• Research Report

    A Better Bargain: Meeting North Carolina’s needs without a $1 billion tax hike

    posted February 27, 2007 by Joseph Coletti
    Budgets reflect priorities. When families face a new expense, they must cut back on another expense. Governments do not have this limitation. When legislators find they have spent too much or that there are new activities worth funding, they can raise taxes to make sure the budget balances and pass along the tough decisions to businesses, entrepreneurs, and families.
  • Press Release

    Deal would raise N.C. taxes nearly $1 billion

    posted December 6, 2006
    RALEIGH – Legislative leaders might try to use sleight of hand and a series of political deals to raise taxes by nearly $1 billion. That’s the conclusion of a new…
  • Research Report

    Billion-Dollar Tax Hike: Legislative Leaders Consider Spend and Tax Mash-Up?

    posted December 6, 2006 by Joseph Coletti
    Legislative leaders may be planning a nearly billion-dollar tax hike. The state would take one cent of the sales tax from counties and offer them the option to increase the local sales tax by one cent. To make the trade palatable, legislators would stop charging counties for 15 percent of Medicaid, offer an earned income tax credit for low-income workers, and cut the corporate income tax rate. Counties would also have more responsibility and flexibility in funding school and road construction. Legislators should look for savings in the state budget to pay for schools, roads, and Medicaid before passing the cost to taxpayers.
  • Research Report

    The Budget Untouchables: Increased Spending Overwhelms Reported Cuts

    posted February 20, 2005 by Joseph Coletti
    Despite a $1.3 billion deficit, Gov. Mike Easley will propose up to 6 percent higher spending in his 2005-06 budget, even with small proposed savings in most agencies. Medicaid and education spending have grown rapidly, and will continue apace. Instead, the governor plans to keep the temporary half-cent sales tax and add a large cigarette tax to pay for higher spending. This is no way to address what the Fiscal Research Division calls a structural budget deficit.
  • Research Report

    Don’t Raise Taxes Again: North Carolina Continues to Fall Behind Others

    posted April 8, 2003 by John Hood
    The North Carolina General Assembly faces a critical choice about the state’s fiscal direction: whether to extend nearly $500 million in tax increases that politicians had previously promised were “temporary,” or to find additional savings to balance the FY 2003-04 budget. Since the taxes were originally imposed in 2001, North Carolina’s business growth has fallen short of the Southastern average and its tax rates remain among the highest in the region and the nation. And according to the Tax Foundation, North Carolina's state/local tax burden has risen to 25th in the nation in 2003, up from 36th in 1998.
  • Research Report

    Changing Course V: An Updated Alternative Budget for North Carolina

    posted May 5, 2002
    With news of a worsening state budget and a weakened state economy, Locke Foundation analysts have updated last year's alternative budget with new projected savings and tax changes for FY 2002-03. The resulting Changing Course V budget would eliminate the deficit, repeal last year's hikes in sales and income taxes, stimulate the economy through additional tax relief and highway investment, and protect highpriority items such as public safety and classroom teachers.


• _Goal of the exercise_
Set down the records once more, please, exactly and with the pictures left out.

^^^^^^^^^^^^^^^^

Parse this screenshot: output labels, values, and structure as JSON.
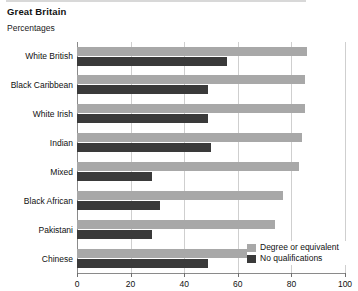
{
  "header": {
    "title": "Great Britain",
    "subtitle": "Percentages"
  },
  "legend": {
    "items": [
      {
        "label": "Degree or equivalent",
        "color": "#a8a8a8",
        "key": "degree"
      },
      {
        "label": "No qualifications",
        "color": "#3a3a3a",
        "key": "noqual"
      }
    ]
  },
  "axis": {
    "x_ticks": [
      "0",
      "20",
      "40",
      "60",
      "80",
      "100"
    ]
  },
  "chart_data": {
    "type": "bar",
    "orientation": "horizontal",
    "title": "Great Britain",
    "subtitle": "Percentages",
    "xlabel": "",
    "ylabel": "",
    "xlim": [
      0,
      100
    ],
    "xticks": [
      0,
      20,
      40,
      60,
      80,
      100
    ],
    "grid": true,
    "legend_position": "bottom-right",
    "categories": [
      "White British",
      "Black Caribbean",
      "White Irish",
      "Indian",
      "Mixed",
      "Black African",
      "Pakistani",
      "Chinese"
    ],
    "series": [
      {
        "name": "Degree or equivalent",
        "color": "#a8a8a8",
        "values": [
          86,
          85,
          85,
          84,
          83,
          77,
          74,
          67
        ]
      },
      {
        "name": "No qualifications",
        "color": "#3a3a3a",
        "values": [
          56,
          49,
          49,
          50,
          28,
          31,
          28,
          49
        ]
      }
    ]
  }
}
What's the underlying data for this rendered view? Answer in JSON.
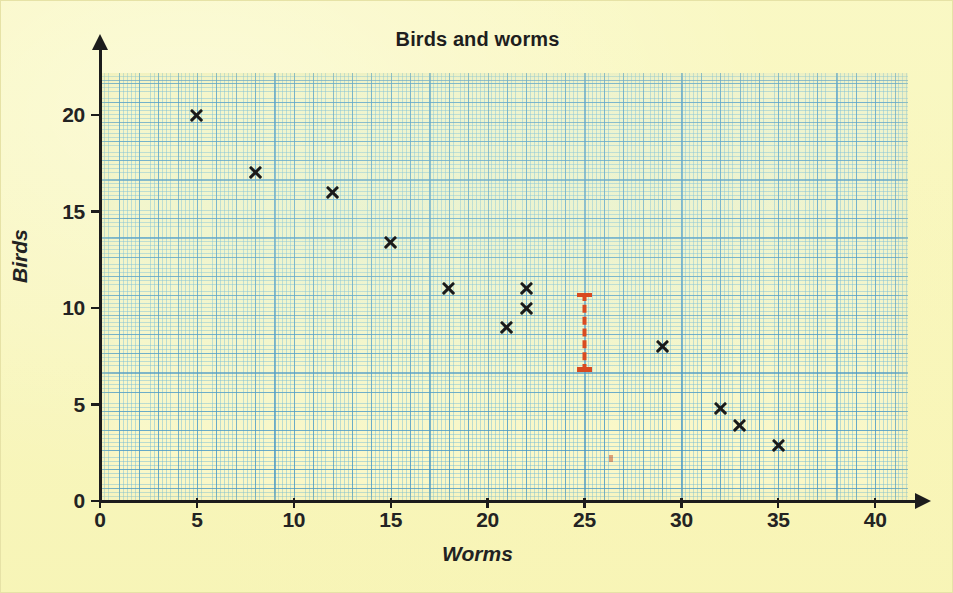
{
  "chart_data": {
    "type": "scatter",
    "title": "Birds and worms",
    "xlabel": "Worms",
    "ylabel": "Birds",
    "xlim": [
      0,
      41.5
    ],
    "ylim": [
      0,
      22.2
    ],
    "grid": "graph-paper",
    "legend": "none",
    "x_ticks": [
      "0",
      "5",
      "10",
      "15",
      "20",
      "25",
      "30",
      "35",
      "40"
    ],
    "x_tick_values": [
      0,
      5,
      10,
      15,
      20,
      25,
      30,
      35,
      40
    ],
    "y_ticks": [
      "0",
      "5",
      "10",
      "15",
      "20"
    ],
    "y_tick_values": [
      0,
      5,
      10,
      15,
      20
    ],
    "marker": "x",
    "marker_color": "#1a1a1a",
    "points": [
      {
        "x": 5,
        "y": 20
      },
      {
        "x": 8,
        "y": 17
      },
      {
        "x": 12,
        "y": 16
      },
      {
        "x": 15,
        "y": 13.4
      },
      {
        "x": 18,
        "y": 11
      },
      {
        "x": 21,
        "y": 9
      },
      {
        "x": 22,
        "y": 11
      },
      {
        "x": 22,
        "y": 10
      },
      {
        "x": 29,
        "y": 8
      },
      {
        "x": 32,
        "y": 4.8
      },
      {
        "x": 33,
        "y": 3.9
      },
      {
        "x": 35,
        "y": 2.9
      }
    ],
    "annotations": [
      {
        "name": "red-interval-marker",
        "type": "vertical-error-bar",
        "x": 25,
        "y_low": 6.7,
        "y_high": 10.8,
        "color": "#D94A20",
        "style": "dashed-with-caps"
      }
    ]
  },
  "figure": {
    "background_color": "#F8F6BA",
    "grid_color": "#4696C3",
    "axis_color": "#1c1c1c"
  }
}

^^^^^^^^^^^^^^^^

• _Result for this task_
Parse this screenshot: output labels, values, and structure as JSON.
{
  "header": {
    "title": "Great Britain",
    "subtitle": "Percentages"
  },
  "legend": {
    "items": [
      {
        "label": "Degree or equivalent",
        "color": "#a8a8a8",
        "key": "degree"
      },
      {
        "label": "No qualifications",
        "color": "#3a3a3a",
        "key": "noqual"
      }
    ]
  },
  "axis": {
    "x_ticks": [
      "0",
      "20",
      "40",
      "60",
      "80",
      "100"
    ]
  },
  "chart_data": {
    "type": "bar",
    "orientation": "horizontal",
    "title": "Great Britain",
    "subtitle": "Percentages",
    "xlabel": "",
    "ylabel": "",
    "xlim": [
      0,
      100
    ],
    "xticks": [
      0,
      20,
      40,
      60,
      80,
      100
    ],
    "grid": true,
    "legend_position": "bottom-right",
    "categories": [
      "White British",
      "Black Caribbean",
      "White Irish",
      "Indian",
      "Mixed",
      "Black African",
      "Pakistani",
      "Chinese"
    ],
    "series": [
      {
        "name": "Degree or equivalent",
        "color": "#a8a8a8",
        "values": [
          86,
          85,
          85,
          84,
          83,
          77,
          74,
          67
        ]
      },
      {
        "name": "No qualifications",
        "color": "#3a3a3a",
        "values": [
          56,
          49,
          49,
          50,
          28,
          31,
          28,
          49
        ]
      }
    ]
  }
}
What's the underlying data for this rendered view? Answer in JSON.
{
  "chart_data": {
    "type": "scatter",
    "title": "Birds and worms",
    "xlabel": "Worms",
    "ylabel": "Birds",
    "xlim": [
      0,
      41.5
    ],
    "ylim": [
      0,
      22.2
    ],
    "grid": "graph-paper",
    "legend": "none",
    "x_ticks": [
      "0",
      "5",
      "10",
      "15",
      "20",
      "25",
      "30",
      "35",
      "40"
    ],
    "x_tick_values": [
      0,
      5,
      10,
      15,
      20,
      25,
      30,
      35,
      40
    ],
    "y_ticks": [
      "0",
      "5",
      "10",
      "15",
      "20"
    ],
    "y_tick_values": [
      0,
      5,
      10,
      15,
      20
    ],
    "marker": "x",
    "marker_color": "#1a1a1a",
    "points": [
      {
        "x": 5,
        "y": 20
      },
      {
        "x": 8,
        "y": 17
      },
      {
        "x": 12,
        "y": 16
      },
      {
        "x": 15,
        "y": 13.4
      },
      {
        "x": 18,
        "y": 11
      },
      {
        "x": 21,
        "y": 9
      },
      {
        "x": 22,
        "y": 11
      },
      {
        "x": 22,
        "y": 10
      },
      {
        "x": 29,
        "y": 8
      },
      {
        "x": 32,
        "y": 4.8
      },
      {
        "x": 33,
        "y": 3.9
      },
      {
        "x": 35,
        "y": 2.9
      }
    ],
    "annotations": [
      {
        "name": "red-interval-marker",
        "type": "vertical-error-bar",
        "x": 25,
        "y_low": 6.7,
        "y_high": 10.8,
        "color": "#D94A20",
        "style": "dashed-with-caps"
      }
    ]
  },
  "figure": {
    "background_color": "#F8F6BA",
    "grid_color": "#4696C3",
    "axis_color": "#1c1c1c"
  }
}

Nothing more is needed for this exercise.